Not a mouse aimbot with a controller hotkey. A neural network writing real stick values into a virtual Xbox pad.
Undetected by design · Instant delivery · Trained for Fortnite (stylized characters)
There is a gap in this whole category and controller players fall straight into it. The AI aimbot scene grew out of mouse aim: detect the enemy, compute a pixel offset, move the cursor. Every popular open-source project started there, and the ones that added “controller support” mostly added a way to trigger a mouse aimbot from a gamepad button.
On controller that is the wrong output. Fortnite picks your input mode from your most recent input — one mouse movement and you are a KBM player, with no aim assist and different button prompts, holding a controller.
NeyraX is built the other way around. A neural network reads the screen, and the correction is written as an actual right-stick value into a virtual Xbox 360 controller. Your physical pad is hidden from the game so there is only ever one device steering. To Fortnite, nothing unusual is happening — a controller player is aiming.
A mouse aimbot can teleport the cursor: it sets an absolute delta and the crosshair is there. A stick cannot. A stick sets a rotation *speed*, so the aim has to accelerate, travel and stop — and stopping is the hard part. Overshoot on a stick turns into a wobble around the target, which is exactly the shake people recognise as a bot.
That is why a controller aimbot is a control problem, not a detection problem. NeyraX handles the stopping with velocity-gated stabilisation: intentional flicks pass straight through, but the tiny frame-to-frame noise that would ring the stick is filtered out before it ever reaches your camera.
Because you stay in controller mode, Fortnite keeps applying its own friction and slowdown near a target. We tested with it off, expecting cleaner control, and got the opposite: without aim assist the aim was measurably shakier. The game’s own damping absorbs small overshoots before they show up on screen.
Set aim assist to 100% and leave it. On controller it is doing half the smoothing work for free — and it only exists if your aimbot keeps you on controller input.
ViGEmBus provides the virtual gamepad.
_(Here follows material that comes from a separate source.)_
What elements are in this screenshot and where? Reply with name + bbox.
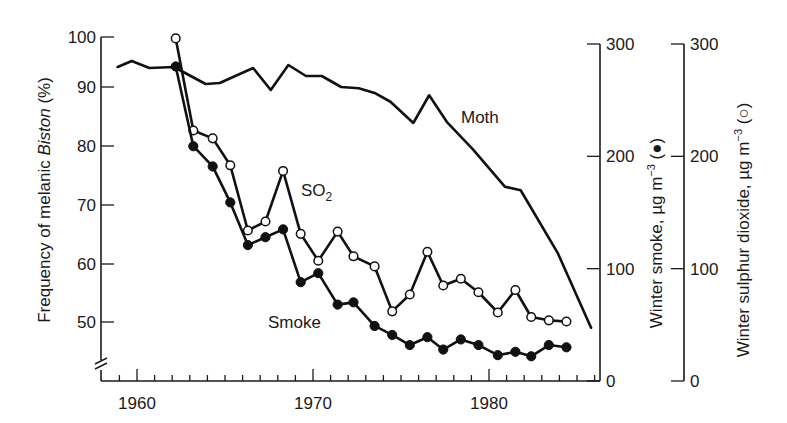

HidHide hides your real pad so the game does not receive two inputs at once. The engine reads your physical stick over XInput so its correction adds to what you are doing rather than fighting it. Three moving parts, all kernel-level or driver-level, all silent when they break.
NeyraX ships and configures all three, and verifies at startup that they are genuinely active — because “installed” and “working” are not the same thing, and the difference is invisible until your aim feels wrong for a week.
Detects enemies at 150+ FPS, any distance, any skin — retrained on real matches every update.
Velocity-gated stabilization kills detection jitter before it hits your crosshair.
External only — no injection, no memory reads. The game sees controller input, nothing else.
Flick to a target and the engine finishes the last pixels. Overshoot-free.
Corrections blend into your own stick input. It amplifies your intent, not replaces it.
Sets up the AI engine, drivers, HidHide and your controller automatically. No terminals.
Launch week: 25% off with code NEYRAX25
No. The aim is written as right-stick values into a virtual Xbox controller. No mouse movement is generated, so Fortnite never switches you to KBM mode.
Yes, and you should. It stays active because you remain a controller player. In our testing it makes the aim smoother, not worse — it damps overshoot that a stick would otherwise turn into wobble.
A mouse can jump straight to a position. A stick only sets a turn speed, so the aim must accelerate and then stop cleanly. Bad stopping is what people see as bot shake. That braking is most of the engineering.
It runs on a Windows PC with your controller plugged into that PC. It is not console software.
Xbox, PlayStation (DualShock/DualSense), Victrix and essentially any XInput controller, wired or wireless.